Btw, this was common sense in our culture until few generations back, shared between generations by sayings and folk-songs.
In fact, in Ayurveda, sleep is considered foster-mother(भूतधात्री)
रात्रिस्वभावप्रभवा मता याताँ भूतधत्रीं प्रवदन्ति निद्राम्॥
अर्थात्- रात्रि स्वभाव के कारण उत्पन्न होने वाली जो रात्रि की निद्रा होती है, विशेषज्ञ उसको भूतधात्री कहते हैं। भूतानि प्राणिनी दधाति पुष्णाति इसलि भूतधात्री (चक्रपाणि) अर्थात् रात्रि निद्रा में सर्वाधिक लाभ होने से भूतधात्री। धात्री जिस प्रकार बालकों का पालन-पोषण करती है, निद्रा भी ठीक इसी प्रकार प्राणियों का पोषण करती है।
It is different thing that, we have responded to this common sense wisdom with disgusting subnormal intelligence by carelessly ignoring importance of sleep.

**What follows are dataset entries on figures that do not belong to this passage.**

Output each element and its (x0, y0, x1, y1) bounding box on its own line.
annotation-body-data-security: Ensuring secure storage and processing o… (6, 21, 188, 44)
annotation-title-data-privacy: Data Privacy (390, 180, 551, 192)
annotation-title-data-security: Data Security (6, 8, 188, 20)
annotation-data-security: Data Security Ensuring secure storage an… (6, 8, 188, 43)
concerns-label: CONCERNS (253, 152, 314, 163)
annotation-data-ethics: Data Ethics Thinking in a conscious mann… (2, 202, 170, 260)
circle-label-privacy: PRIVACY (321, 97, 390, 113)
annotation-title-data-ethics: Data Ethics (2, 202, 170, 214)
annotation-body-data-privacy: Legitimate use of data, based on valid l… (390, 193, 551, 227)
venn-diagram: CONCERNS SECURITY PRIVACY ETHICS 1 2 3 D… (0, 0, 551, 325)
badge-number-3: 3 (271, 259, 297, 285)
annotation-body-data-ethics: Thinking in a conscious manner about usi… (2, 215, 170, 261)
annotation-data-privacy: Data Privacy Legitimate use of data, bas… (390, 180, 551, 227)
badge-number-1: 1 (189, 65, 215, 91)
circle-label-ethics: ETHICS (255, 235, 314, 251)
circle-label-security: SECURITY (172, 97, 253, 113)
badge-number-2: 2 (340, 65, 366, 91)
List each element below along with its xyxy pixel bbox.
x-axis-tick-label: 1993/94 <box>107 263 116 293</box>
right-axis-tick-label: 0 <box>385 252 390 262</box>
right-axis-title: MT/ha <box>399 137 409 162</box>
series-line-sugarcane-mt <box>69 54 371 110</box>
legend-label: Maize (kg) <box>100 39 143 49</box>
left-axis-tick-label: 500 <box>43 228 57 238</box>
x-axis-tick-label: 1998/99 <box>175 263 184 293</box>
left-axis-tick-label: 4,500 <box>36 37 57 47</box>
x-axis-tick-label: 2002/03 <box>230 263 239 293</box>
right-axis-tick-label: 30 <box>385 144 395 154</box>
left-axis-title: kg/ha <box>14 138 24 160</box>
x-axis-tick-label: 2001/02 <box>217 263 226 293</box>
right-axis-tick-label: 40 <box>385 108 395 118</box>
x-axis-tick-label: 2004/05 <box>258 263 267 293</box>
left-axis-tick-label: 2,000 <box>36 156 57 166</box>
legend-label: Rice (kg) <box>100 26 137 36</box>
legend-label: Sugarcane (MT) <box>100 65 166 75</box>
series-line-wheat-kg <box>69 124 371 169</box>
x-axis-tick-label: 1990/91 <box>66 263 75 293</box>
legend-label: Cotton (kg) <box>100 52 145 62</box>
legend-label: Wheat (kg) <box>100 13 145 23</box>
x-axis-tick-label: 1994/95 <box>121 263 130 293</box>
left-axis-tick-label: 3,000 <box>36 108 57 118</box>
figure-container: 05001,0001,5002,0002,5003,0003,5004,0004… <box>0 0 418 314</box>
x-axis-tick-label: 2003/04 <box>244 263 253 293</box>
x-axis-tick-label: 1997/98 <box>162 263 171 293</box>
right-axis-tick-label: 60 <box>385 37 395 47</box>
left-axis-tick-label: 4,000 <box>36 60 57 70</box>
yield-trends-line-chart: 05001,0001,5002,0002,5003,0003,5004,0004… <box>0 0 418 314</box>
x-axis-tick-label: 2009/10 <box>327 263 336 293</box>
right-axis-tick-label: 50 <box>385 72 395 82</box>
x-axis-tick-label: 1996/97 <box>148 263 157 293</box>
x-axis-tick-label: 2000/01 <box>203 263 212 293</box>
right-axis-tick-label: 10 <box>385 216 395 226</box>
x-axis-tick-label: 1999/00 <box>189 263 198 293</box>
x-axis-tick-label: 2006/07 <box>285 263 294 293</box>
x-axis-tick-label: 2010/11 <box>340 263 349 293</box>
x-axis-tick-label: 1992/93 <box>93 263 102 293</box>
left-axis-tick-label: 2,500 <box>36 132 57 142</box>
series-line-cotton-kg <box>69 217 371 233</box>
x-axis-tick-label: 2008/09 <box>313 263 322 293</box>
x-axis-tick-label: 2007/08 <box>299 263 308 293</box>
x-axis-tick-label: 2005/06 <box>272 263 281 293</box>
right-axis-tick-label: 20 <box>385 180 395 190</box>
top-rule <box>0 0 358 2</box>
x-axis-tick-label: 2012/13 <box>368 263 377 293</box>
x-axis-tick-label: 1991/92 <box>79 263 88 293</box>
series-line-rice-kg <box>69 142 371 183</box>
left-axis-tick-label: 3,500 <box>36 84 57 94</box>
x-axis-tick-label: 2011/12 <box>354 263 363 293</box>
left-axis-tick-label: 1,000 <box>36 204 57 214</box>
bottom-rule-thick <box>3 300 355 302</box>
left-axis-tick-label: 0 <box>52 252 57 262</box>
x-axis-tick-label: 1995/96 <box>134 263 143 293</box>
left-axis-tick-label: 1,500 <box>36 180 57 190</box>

Take care, at least when our pet modern science is accepting our culture’s common sense 🙂. And yes, grand-pa was not wrong when he advised to sleep early and wake up early
Research
Extended Wakefulness: Compromised Metabolics in and Degeneration of Locus Ceruleus Neurons
http://www.jneurosci.org/content/34/12/4418
Abstract
Modern society enables a shortening of sleep times, yet long-term consequences of extended wakefulness on the brain are largely unknown. Essential for optimal alertness, locus ceruleus neurons (LCns) are metabolically active neurons that fire at increased rates across sustained wakefulness. We hypothesized that wakefulness is a metabolic stressor to LCns and that, with extended wakefulness, adaptive mitochondrial metabolic responses fail and injury ensues. The nicotinamide adenine dinucleotide-dependent deacetylase sirtuin type 3 (SirT3) coordinates mitochondrial energy production and redox homeostasis. We find that brief wakefulness upregulates SirT3 and antioxidants in LCns, protecting metabolic homeostasis. Strikingly, mice lacking SirT3 lose the adaptive antioxidant response and incur oxidative injury in LCns across brief wakefulness. When wakefulness is extended for longer durations in wild-type mice, SirT3 protein declines in LCns, while oxidative stress and acetylation of mitochondrial proteins, including electron transport chain complex I proteins, increase. In parallel with metabolic dyshomeostasis, apoptosis is activated and LCns are lost. This work identifies mitochondrial stress in LCns upon wakefulness, highlights an essential role for SirT3 activation in maintaining metabolic homeostasis in LCns across wakefulness, and demonstrates that extended wakefulness results in reduced SirT3 activity and, ultimately, degeneration of LCns.